The president was in Texas for political reasons. Kennedy, despite having the Texan Johnson as his running mate, had taken the state by fewer than 50, votes in the presidential election. No party writes off 25 electoral votes, so both Kennedy and Johnson were going down to patch things up. They had to make a major production of the trip. Kennedy knew the risk. Dallas had a reputation for political violence, and the previous month, Arkansas senator J William Fulbright had directly advised Kennedy to remove it from his five-city Texas visit.
The local paper, the Dallas Morning News , was particularly vicious when it came to stirring political discontent and extremism. Its proprietor, Ted Dealey, had already addressed Kennedy at the White House a couple of years before in words of the barest candour.
The implication was far from disguised. It was a full-page advertisement, its headline ironically welcoming the president to Dallas before asking a dozen questions of him, including one that suggested he was in collusion with the Vietnamese Communist Party.
The Lincoln Continental remained the car of choice for Presidents Johnson and Nixon — after it had been beefed up with bulletproof glass. After the minute flight from Fort Worth to Dallas, Kennedy and his wife Jackie assumed their seats in the Lincoln Continental convertible that would take them on a circuitous route through the city before a lunch engagement at the Dallas Trade Mart. Sat in front of them were Governor Connally and his wife Nellie.
The rain of that morning had disappeared and the sky was now a perfect blue. As the motorcade made its way into the city, the response of the citizens of Dallas seemed warmer than expected to an under-fire president. Not that Kennedy, the decorated war veteran, was allowing himself to get rattled by any danger. At the junction of Lemmon Avenue and Lomo Alto Drive, he ordered the car be stopped, then got out and casually greeted some schoolchildren.
By the time the motorcade reached Main Street, the downtown crowds started to seriously thicken. Main Street took the procession on an arrow-straight course through the heart of the downtown area, before the cars at the front of the vehicle procession turned right onto Houston Street and then negotiated a sharp, o corner onto Elm Street.
At this point, as it made the tight turn in front of the Texas School Book Depository, the motorcade reduced its speed to little more than walking pace.
The rest of the day was anything but normal. Oswald then left the building just before police sealed it off. Oswald then took a taxi to his lodgings in the Oak Cliff district where, according to his landlady, he changed into a jacket and swiftly left. A quarter of an hour later, and almost a mile away, a Dallas policeman named JD Tippit pulled up alongside Oswald, who matched the description of the armed man seen at the Book Depository window.
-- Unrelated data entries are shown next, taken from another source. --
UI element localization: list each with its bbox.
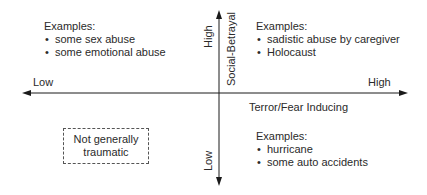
y-axis-title: Social-Betrayal	[225, 12, 238, 86]
x-axis-high-label: High	[368, 76, 391, 89]
examples-heading: Examples:	[256, 20, 400, 33]
x-axis-low-label: Low	[33, 76, 53, 89]
list-item: some sex abuse	[44, 33, 166, 46]
box-line-2: traumatic	[74, 146, 139, 159]
arrow-down-icon	[216, 177, 222, 186]
y-axis-high-label: High	[202, 25, 215, 48]
arrow-up-icon	[216, 10, 222, 19]
quadrant-top-left: Examples: some sex abuse some emotional …	[44, 20, 166, 59]
list-item: some auto accidents	[256, 156, 368, 169]
examples-heading: Examples:	[44, 20, 166, 33]
quadrant-bottom-right: Examples: hurricane some auto accidents	[256, 130, 368, 169]
list-item: some emotional abuse	[44, 46, 166, 59]
list-item: Holocaust	[256, 46, 400, 59]
list-item: sadistic abuse by caregiver	[256, 33, 400, 46]
x-axis-title: Terror/Fear Inducing	[249, 101, 348, 114]
arrow-right-icon	[399, 90, 408, 96]
y-axis-low-label: Low	[202, 151, 215, 171]
not-traumatic-box: Not generally traumatic	[63, 128, 149, 164]
quadrant-top-right: Examples: sadistic abuse by caregiver Ho…	[256, 20, 400, 59]
box-line-1: Not generally	[74, 133, 139, 146]
arrow-left-icon	[22, 90, 31, 96]
list-item: hurricane	[256, 143, 368, 156]
examples-heading: Examples:	[256, 130, 368, 143]
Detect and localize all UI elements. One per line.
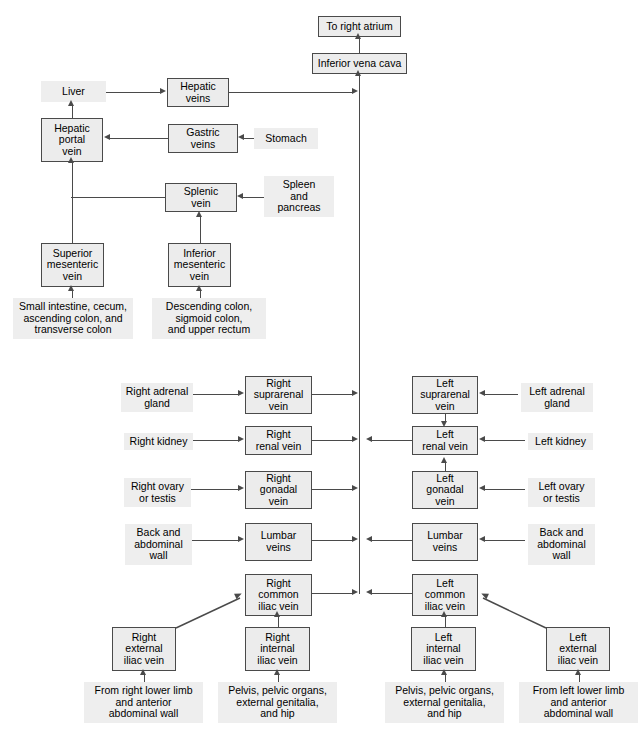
left-pelvis-to-internal-arrowhead <box>441 669 447 675</box>
node-right-back-abdominal-wall: Back and abdominal wall <box>125 524 192 565</box>
left-adrenal-to-vein-arrowhead <box>479 390 485 396</box>
left-suprarenal-to-renal-arrowhead <box>441 421 447 427</box>
ivc-trunk-arrowhead <box>355 70 361 76</box>
colon-to-imv-arrowhead <box>196 285 202 291</box>
node-right-gonadal-vein[interactable]: Right gonadal vein <box>245 471 312 509</box>
right-external-to-common-arrowhead <box>234 591 243 599</box>
diagonal-connectors <box>0 0 643 733</box>
left-limb-to-external-arrowhead <box>575 669 581 675</box>
node-inferior-mesenteric-vein[interactable]: Inferior mesenteric vein <box>168 243 231 287</box>
node-liver: Liver <box>41 81 106 102</box>
spleen-to-splenic-arrowhead <box>237 193 243 199</box>
stomach-to-gastric-arrowhead <box>238 134 244 140</box>
node-splenic-vein[interactable]: Splenic vein <box>165 183 237 212</box>
ivc-to-atrium-arrowhead <box>355 33 361 39</box>
node-hepatic-veins[interactable]: Hepatic veins <box>167 78 229 107</box>
left-gonadal-to-renal-arrowhead <box>441 457 447 463</box>
node-left-internal-iliac-vein[interactable]: Left internal iliac vein <box>411 627 476 671</box>
portal-to-liver-line <box>72 105 73 118</box>
right-gonadal-to-ivc-line <box>312 489 352 490</box>
node-left-suprarenal-vein[interactable]: Left suprarenal vein <box>412 376 478 414</box>
right-renal-to-ivc-line <box>312 440 352 441</box>
right-kidney-to-vein-line <box>186 440 238 441</box>
node-right-common-iliac-vein[interactable]: Right common iliac vein <box>245 574 312 616</box>
left-gonad-to-vein-line <box>485 489 525 490</box>
intestine-to-smv-arrowhead <box>68 285 74 291</box>
node-left-common-iliac-vein[interactable]: Left common iliac vein <box>412 574 478 616</box>
left-common-iliac-to-ivc-arrowhead <box>366 589 372 595</box>
node-spleen-and-pancreas: Spleen and pancreas <box>264 176 334 217</box>
left-external-to-common-arrowhead <box>480 591 489 599</box>
right-lumbar-to-ivc-line <box>312 540 352 541</box>
right-pelvis-to-internal-arrowhead <box>274 669 280 675</box>
node-left-external-iliac-vein[interactable]: Left external iliac vein <box>546 627 610 671</box>
node-left-adrenal-gland: Left adrenal gland <box>521 383 593 412</box>
right-internal-to-common-arrowhead <box>274 611 280 617</box>
gastric-to-portal-line <box>110 138 168 139</box>
right-adrenal-to-vein-arrowhead <box>238 390 244 396</box>
node-left-ovary-or-testis: Left ovary or testis <box>528 478 595 507</box>
left-wall-to-lumbar-arrowhead <box>479 536 485 542</box>
right-suprarenal-to-ivc-arrowhead <box>352 390 358 396</box>
node-right-renal-vein[interactable]: Right renal vein <box>245 426 312 455</box>
left-internal-to-common-line <box>445 616 446 627</box>
node-left-back-abdominal-wall: Back and abdominal wall <box>528 524 595 565</box>
right-suprarenal-to-ivc-line <box>312 394 352 395</box>
splenic-riser-line <box>72 162 73 197</box>
node-gastric-veins[interactable]: Gastric veins <box>168 124 238 153</box>
liver-to-hepatic-veins-line <box>106 92 160 93</box>
node-right-external-iliac-vein[interactable]: Right external iliac vein <box>112 627 176 671</box>
node-small-intestine-group: Small intestine, cecum, ascending colon,… <box>13 298 133 339</box>
left-common-iliac-to-ivc-line <box>372 593 412 594</box>
left-wall-to-lumbar-line <box>485 540 525 541</box>
flowchart-canvas: To right atrium Inferior vena cava Liver… <box>0 0 643 733</box>
imv-to-splenic-line <box>200 216 201 244</box>
left-renal-to-ivc-line <box>372 440 412 441</box>
left-lumbar-to-ivc-arrowhead <box>366 536 372 542</box>
node-superior-mesenteric-vein[interactable]: Superior mesenteric vein <box>41 243 104 287</box>
node-right-lumbar-veins[interactable]: Lumbar veins <box>245 523 312 561</box>
imv-to-splenic-arrowhead <box>196 211 202 217</box>
node-from-left-lower-limb: From left lower limb and anterior abdomi… <box>519 682 638 723</box>
node-right-adrenal-gland: Right adrenal gland <box>121 383 193 412</box>
left-kidney-to-vein-line <box>485 440 525 441</box>
node-descending-colon-group: Descending colon, sigmoid colon, and upp… <box>152 298 266 339</box>
node-hepatic-portal-vein[interactable]: Hepatic portal vein <box>41 118 103 162</box>
left-gonad-to-vein-arrowhead <box>479 485 485 491</box>
node-left-renal-vein[interactable]: Left renal vein <box>412 426 478 455</box>
node-left-kidney: Left kidney <box>528 433 593 450</box>
node-left-lumbar-veins[interactable]: Lumbar veins <box>412 523 478 561</box>
ivc-trunk-line <box>359 75 360 594</box>
node-right-internal-iliac-vein[interactable]: Right internal iliac vein <box>245 627 310 671</box>
liver-to-hepatic-veins-arrowhead <box>160 88 166 94</box>
portal-to-liver-arrowhead <box>68 100 74 106</box>
hepatic-veins-to-ivc-line <box>228 92 352 93</box>
right-lumbar-to-ivc-arrowhead <box>352 536 358 542</box>
splenic-to-portal-arrowhead <box>68 157 74 163</box>
node-left-pelvis-group: Pelvis, pelvic organs, external genitali… <box>385 682 504 723</box>
node-right-pelvis-group: Pelvis, pelvic organs, external genitali… <box>218 682 337 723</box>
right-common-iliac-to-ivc-line <box>312 593 352 594</box>
splenic-to-riser-line <box>71 197 165 198</box>
gastric-to-portal-arrowhead <box>104 134 110 140</box>
right-common-iliac-to-ivc-arrowhead <box>352 589 358 595</box>
smv-to-riser-line <box>72 197 73 244</box>
ivc-to-atrium-line <box>359 38 360 53</box>
node-left-gonadal-vein[interactable]: Left gonadal vein <box>412 471 478 509</box>
right-kidney-to-vein-arrowhead <box>238 436 244 442</box>
right-wall-to-lumbar-line <box>185 540 238 541</box>
left-lumbar-to-ivc-line <box>372 540 412 541</box>
right-gonad-to-vein-line <box>184 489 238 490</box>
left-renal-to-ivc-arrowhead <box>366 436 372 442</box>
node-from-right-lower-limb: From right lower limb and anterior abdom… <box>84 682 203 723</box>
right-gonadal-to-ivc-arrowhead <box>352 485 358 491</box>
right-limb-to-external-arrowhead <box>140 669 146 675</box>
right-renal-to-ivc-arrowhead <box>352 436 358 442</box>
node-right-ovary-or-testis: Right ovary or testis <box>124 478 191 507</box>
right-wall-to-lumbar-arrowhead <box>238 536 244 542</box>
hepatic-veins-to-ivc-arrowhead <box>352 88 358 94</box>
left-internal-to-common-arrowhead <box>441 611 447 617</box>
left-kidney-to-vein-arrowhead <box>479 436 485 442</box>
node-right-suprarenal-vein[interactable]: Right suprarenal vein <box>245 376 312 414</box>
left-adrenal-to-vein-line <box>485 394 518 395</box>
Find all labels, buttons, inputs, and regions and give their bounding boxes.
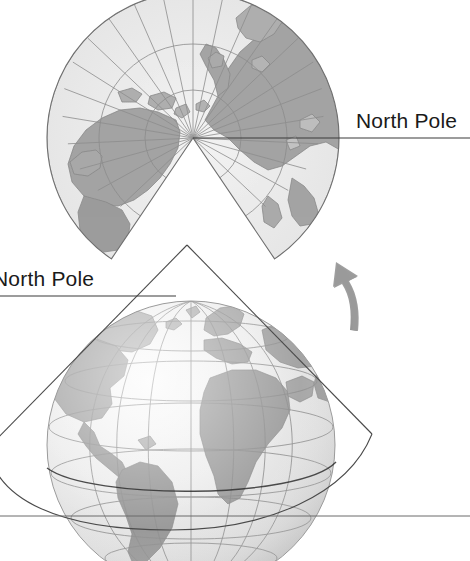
globe-shading: [47, 301, 335, 561]
north-pole-label-bottom: North Pole: [0, 268, 94, 289]
rotation-arrow-icon: [333, 262, 359, 331]
conic-projection-figure: North Pole North Pole: [0, 0, 470, 561]
north-pole-label-top: North Pole: [356, 110, 457, 131]
land-siberia-east: [344, 70, 404, 110]
globe-diagram: [0, 245, 372, 561]
conic-projection-map: [0, 0, 470, 284]
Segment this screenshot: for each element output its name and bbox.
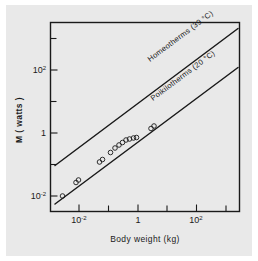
data-point: [113, 146, 118, 151]
y-axis-title: M ( watts ): [14, 97, 24, 143]
figure-root: 102 1 10-2 10-2 1 102 Body weight (kg) M…: [0, 0, 258, 261]
y-tick-label-1: 1: [41, 128, 46, 138]
poikilotherms-data-points: [60, 124, 156, 199]
y-axis-tick-labels: 102 1 10-2: [31, 65, 47, 202]
data-point: [152, 124, 157, 129]
x-tick-label-1: 1: [135, 215, 140, 225]
poikilotherms-line: [55, 68, 238, 205]
y-tick-label-1e-2: 10-2: [31, 191, 47, 202]
x-axis-title: Body weight (kg): [110, 234, 180, 244]
data-point: [149, 126, 154, 131]
x-tick-label-1e2: 102: [189, 215, 203, 226]
data-point: [134, 135, 139, 140]
data-point: [97, 160, 102, 165]
data-point: [100, 157, 105, 162]
y-axis-ticks: [51, 39, 58, 197]
x-axis-tick-labels: 10-2 1 102: [71, 215, 203, 226]
log-log-metabolic-rate-chart: 102 1 10-2 10-2 1 102 Body weight (kg) M…: [0, 0, 258, 261]
y-tick-label-1e2: 102: [33, 65, 47, 76]
data-point: [108, 150, 113, 155]
x-axis-ticks: [79, 205, 226, 212]
x-tick-label-1e-2: 10-2: [71, 215, 87, 226]
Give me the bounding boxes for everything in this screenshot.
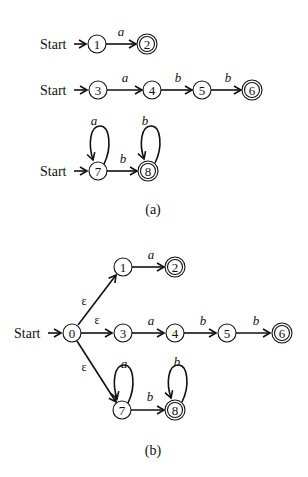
state-0: 0 [63,324,81,342]
svg-text:3: 3 [95,83,102,98]
transition-label: a [121,356,128,371]
svg-text:8: 8 [145,164,152,179]
nfa-a-row-1: Start 1 a 2 [40,24,157,54]
nfa-a-row-2: Start 3 a 4 b 5 b 6 [40,70,262,100]
svg-text:6: 6 [249,83,256,98]
transition-label: a [122,70,129,85]
self-loop-8 [168,365,187,402]
svg-text:2: 2 [144,37,151,52]
svg-text:0: 0 [69,326,76,341]
transition-label: b [174,354,181,369]
transition-label: ε [81,294,86,308]
transition-label: b [142,113,149,128]
state-7: 7 [89,162,107,180]
nfa-figure: Start 1 a 2 Start 3 a [0,0,308,477]
panel-b: Start 0 ε 1 a 2 ε 3 a 4 [14,247,292,459]
transition-label: b [175,70,182,85]
state-2-accepting: 2 [137,34,157,54]
transition-label: b [147,389,154,404]
svg-text:6: 6 [279,326,286,341]
self-loop-8 [141,126,160,163]
svg-text:4: 4 [149,83,156,98]
svg-text:5: 5 [224,326,231,341]
transition-label: b [225,70,232,85]
state-4: 4 [143,81,161,99]
start-label: Start [40,164,67,179]
panel-a: Start 1 a 2 Start 3 a [40,24,262,218]
state-8-accepting: 8 [165,400,185,420]
state-2-accepting: 2 [165,257,185,277]
state-4: 4 [166,324,184,342]
state-7: 7 [113,401,131,419]
state-5: 5 [193,81,211,99]
transition-label: b [200,313,207,328]
transition-label: b [120,151,127,166]
svg-text:4: 4 [172,326,179,341]
svg-text:1: 1 [120,260,127,275]
state-3: 3 [114,324,132,342]
transition-label: a [148,247,155,262]
state-5: 5 [218,324,236,342]
svg-text:5: 5 [199,83,206,98]
transition-label: a [148,313,155,328]
transition-label: b [253,313,260,328]
state-3: 3 [89,81,107,99]
state-1: 1 [88,35,106,53]
nfa-a-row-3: Start 7 a b 8 b [40,113,160,181]
svg-text:7: 7 [95,164,102,179]
transition-label: a [91,113,98,128]
state-8-accepting: 8 [138,161,158,181]
start-label: Start [40,37,67,52]
svg-text:3: 3 [120,326,127,341]
self-loop-7 [90,126,109,164]
svg-text:1: 1 [94,37,101,52]
caption-b: (b) [145,443,162,459]
svg-text:2: 2 [172,260,179,275]
caption-a: (a) [145,202,161,218]
start-label: Start [40,83,67,98]
state-6-accepting: 6 [242,80,262,100]
transition-label: ε [94,313,99,327]
state-6-accepting: 6 [272,323,292,343]
start-label: Start [14,326,41,341]
transition-label: a [118,24,125,39]
transition-label: ε [81,360,86,374]
svg-text:8: 8 [172,403,179,418]
state-1: 1 [114,258,132,276]
svg-text:7: 7 [119,403,126,418]
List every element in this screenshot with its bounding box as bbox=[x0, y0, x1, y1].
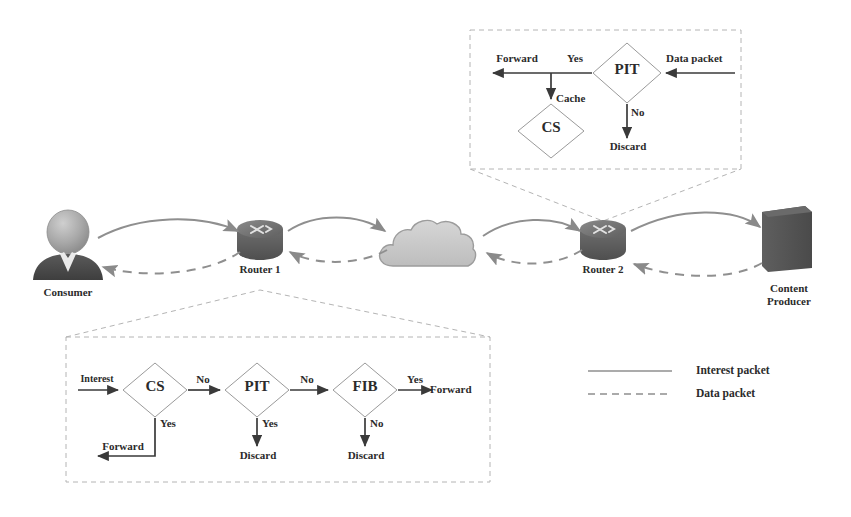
router2-label: Router 2 bbox=[563, 263, 643, 276]
diagram-canvas: Consumer Router 1 Router 2 Content Produ… bbox=[0, 0, 851, 517]
interest-detail-cs-no-label: No bbox=[190, 373, 216, 386]
consumer-label: Consumer bbox=[28, 286, 108, 299]
interest-detail-fib-yes-label: Yes bbox=[400, 373, 430, 386]
interest-detail-pit-discard-terminal: Discard bbox=[229, 449, 287, 462]
interest-detail-fib-label: FIB bbox=[340, 380, 390, 393]
legend-label-data: Data packet bbox=[696, 387, 755, 399]
legend-label-interest: Interest packet bbox=[696, 364, 770, 376]
interest-detail-cs-forward-terminal: Forward bbox=[94, 440, 152, 453]
network-cloud-icon bbox=[380, 220, 476, 266]
interest-detail-fib-forward-terminal: Forward bbox=[430, 383, 488, 396]
data-detail-pit-label: PIT bbox=[601, 63, 653, 76]
interest-detail-cs-label: CS bbox=[131, 380, 179, 393]
data-detail-cache-label: Cache bbox=[556, 92, 600, 105]
interest-detail-fib-no-label: No bbox=[370, 417, 396, 430]
producer-server-icon bbox=[762, 206, 812, 272]
router1-label: Router 1 bbox=[220, 263, 300, 276]
router1-router-icon bbox=[237, 220, 283, 260]
data-detail-forward-terminal: Forward bbox=[489, 52, 545, 65]
consumer-person-icon bbox=[33, 210, 103, 280]
data-detail-entry-label: Data packet bbox=[666, 52, 744, 65]
interest-detail-cs-yes-label: Yes bbox=[160, 417, 190, 430]
interest-detail-pit-yes-label: Yes bbox=[262, 417, 292, 430]
data-detail-pit-yes-label: Yes bbox=[560, 52, 590, 65]
data-detail-pit-no-label: No bbox=[631, 106, 655, 119]
interest-detail-fib-discard-terminal: Discard bbox=[337, 449, 395, 462]
interest-detail-callout-connector bbox=[66, 290, 490, 337]
producer-label: Content Producer bbox=[748, 282, 830, 308]
router2-router-icon bbox=[580, 220, 626, 260]
data-detail-cs-label: CS bbox=[527, 121, 575, 134]
interest-detail-entry-label: Interest bbox=[72, 372, 122, 385]
interest-detail-pit-no-label: No bbox=[294, 373, 320, 386]
interest-detail-pit-label: PIT bbox=[231, 380, 283, 393]
data-detail-discard-terminal: Discard bbox=[600, 140, 656, 153]
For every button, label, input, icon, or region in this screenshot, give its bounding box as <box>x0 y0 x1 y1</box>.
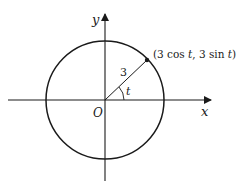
radius-label: 3 <box>120 66 127 79</box>
x-axis-label: x <box>201 104 209 119</box>
origin-label: O <box>93 106 103 120</box>
point-label-open: (3 cos <box>153 48 188 60</box>
point-on-circle <box>145 58 149 62</box>
circle-diagram: y x O 3 t (3 cos t, 3 sin t) <box>0 0 249 190</box>
point-label-mid: , 3 sin <box>192 48 228 60</box>
y-axis-label: y <box>91 12 100 27</box>
angle-arc <box>119 87 124 100</box>
angle-label: t <box>126 85 131 98</box>
point-label: (3 cos t, 3 sin t) <box>153 48 236 60</box>
point-label-close: ) <box>232 48 236 60</box>
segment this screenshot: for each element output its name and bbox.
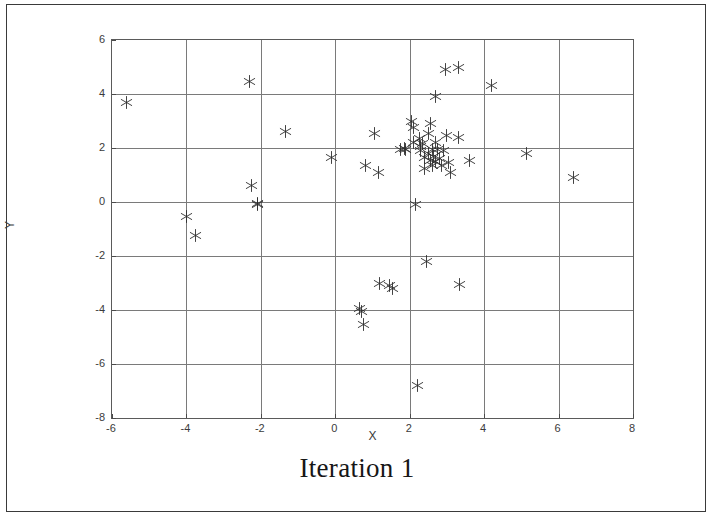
- y-tick-label: 4: [99, 87, 105, 99]
- y-axis-label: Y: [3, 221, 17, 229]
- x-axis-label: X: [111, 429, 634, 443]
- gridline-vertical: [410, 40, 411, 418]
- x-tick: [410, 414, 411, 418]
- gridline-horizontal: [112, 148, 633, 149]
- scatter-point: [444, 166, 457, 179]
- gridline-horizontal: [112, 364, 633, 365]
- plot-area: [111, 39, 634, 419]
- scatter-point: [414, 144, 427, 157]
- scatter-point: [394, 143, 407, 156]
- scatter-point: [120, 96, 133, 109]
- scatter-point: [418, 151, 431, 164]
- scatter-point: [245, 179, 258, 192]
- scatter-point: [405, 115, 418, 128]
- y-tick-label: -6: [95, 357, 105, 369]
- scatter-point: [424, 154, 437, 167]
- gridline-horizontal: [112, 310, 633, 311]
- scatter-point: [452, 61, 465, 74]
- scatter-point: [386, 282, 399, 295]
- y-tick: [112, 148, 116, 149]
- figure-page: -6-4-202468 6420-2-4-6-8 X Y Iteration 1: [0, 0, 714, 518]
- scatter-point: [368, 127, 381, 140]
- scatter-point: [418, 162, 431, 175]
- figure-frame: -6-4-202468 6420-2-4-6-8 X Y Iteration 1: [6, 4, 706, 512]
- gridline-vertical: [484, 40, 485, 418]
- scatter-point: [411, 379, 424, 392]
- scatter-point: [429, 155, 442, 168]
- y-tick-label: 2: [99, 141, 105, 153]
- y-tick-label: -8: [95, 411, 105, 423]
- scatter-point: [383, 279, 396, 292]
- scatter-point: [353, 302, 366, 315]
- x-tick: [559, 414, 560, 418]
- scatter-point: [413, 132, 426, 145]
- scatter-point: [567, 171, 580, 184]
- scatter-point: [426, 143, 439, 156]
- scatter-point: [355, 305, 368, 318]
- scatter-point: [439, 63, 452, 76]
- scatter-point: [453, 278, 466, 291]
- x-tick: [335, 414, 336, 418]
- y-tick-label: -2: [95, 249, 105, 261]
- gridline-vertical: [186, 40, 187, 418]
- scatter-point: [357, 318, 370, 331]
- scatter-point: [279, 125, 292, 138]
- x-tick: [261, 414, 262, 418]
- y-tick: [112, 364, 116, 365]
- scatter-point: [243, 75, 256, 88]
- figure-title: Iteration 1: [7, 453, 707, 484]
- scatter-point: [359, 159, 372, 172]
- scatter-point: [440, 129, 453, 142]
- scatter-point: [442, 156, 455, 169]
- scatter-point: [422, 127, 435, 140]
- scatter-point: [431, 143, 444, 156]
- scatter-point: [426, 159, 439, 172]
- scatter-point: [409, 198, 422, 211]
- x-tick: [186, 414, 187, 418]
- scatter-point: [189, 229, 202, 242]
- scatter-point: [433, 152, 446, 165]
- y-tick-label: 6: [99, 33, 105, 45]
- scatter-point: [452, 131, 465, 144]
- gridline-horizontal: [112, 256, 633, 257]
- y-tick: [112, 40, 116, 41]
- y-tick: [112, 256, 116, 257]
- gridline-vertical: [335, 40, 336, 418]
- scatter-figure: -6-4-202468 6420-2-4-6-8 X Y Iteration 1: [7, 5, 707, 513]
- scatter-point: [372, 166, 385, 179]
- scatter-point: [427, 150, 440, 163]
- scatter-point: [463, 154, 476, 167]
- y-tick: [112, 94, 116, 95]
- gridline-horizontal: [112, 94, 633, 95]
- gridline-vertical: [559, 40, 560, 418]
- scatter-point: [437, 144, 450, 157]
- scatter-point: [429, 90, 442, 103]
- gridline-horizontal: [112, 202, 633, 203]
- scatter-point: [485, 79, 498, 92]
- y-tick: [112, 418, 116, 419]
- gridline-vertical: [261, 40, 262, 418]
- scatter-point: [435, 159, 448, 172]
- scatter-point: [373, 277, 386, 290]
- x-tick: [484, 414, 485, 418]
- y-tick: [112, 310, 116, 311]
- scatter-point: [414, 140, 427, 153]
- x-tick: [633, 414, 634, 418]
- scatter-point: [424, 117, 437, 130]
- y-tick: [112, 202, 116, 203]
- y-tick-label: 0: [99, 195, 105, 207]
- y-tick-label: -4: [95, 303, 105, 315]
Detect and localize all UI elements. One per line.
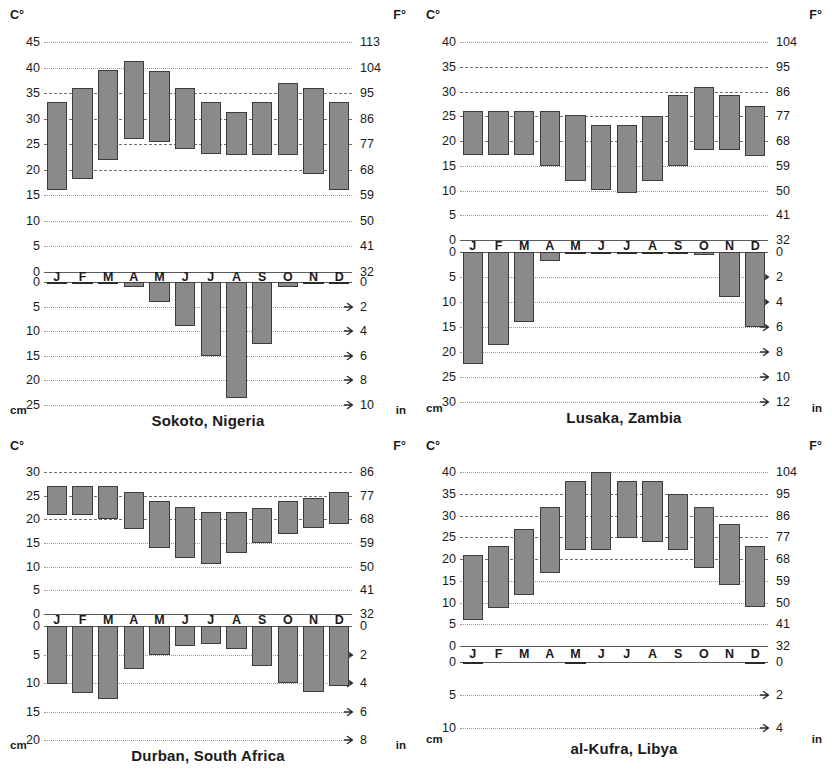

As Tippit stepped out of his car, Oswald — as later verified by nine eyewitnesses — fired four shots into the officer. A local shoe-shop manager then watched as Oswald disappeared into a nearby cinema, the Texas Theatre, and alerted a member of staff, who in turn summoned the police. After a brief struggle, Oswald was arrested inside the auditorium. That evening, though, he was charged with killing Officer Tippit. In the early hours of the following day, he was charged with assassinating President Kennedy.
The day after that, he himself was gunned down, live on television. Conspiracy theorists later pounced on this slight detour as being deliberately manufactured so as to bring the motorcade within shooting distance, but it was actually out of necessity. Had they continued on Main Street, a traffic island would have blocked their passage up onto the highway and towards the Trade Mart for that lunch reception.
Now out of the canyon of skyscrapers and into the sunshine, the motorcade was greeted by much sparser crowds, onlookers dotting the open, grassy areas of Dealey Plaza. Then, on the stroke of But it was a rifle shot.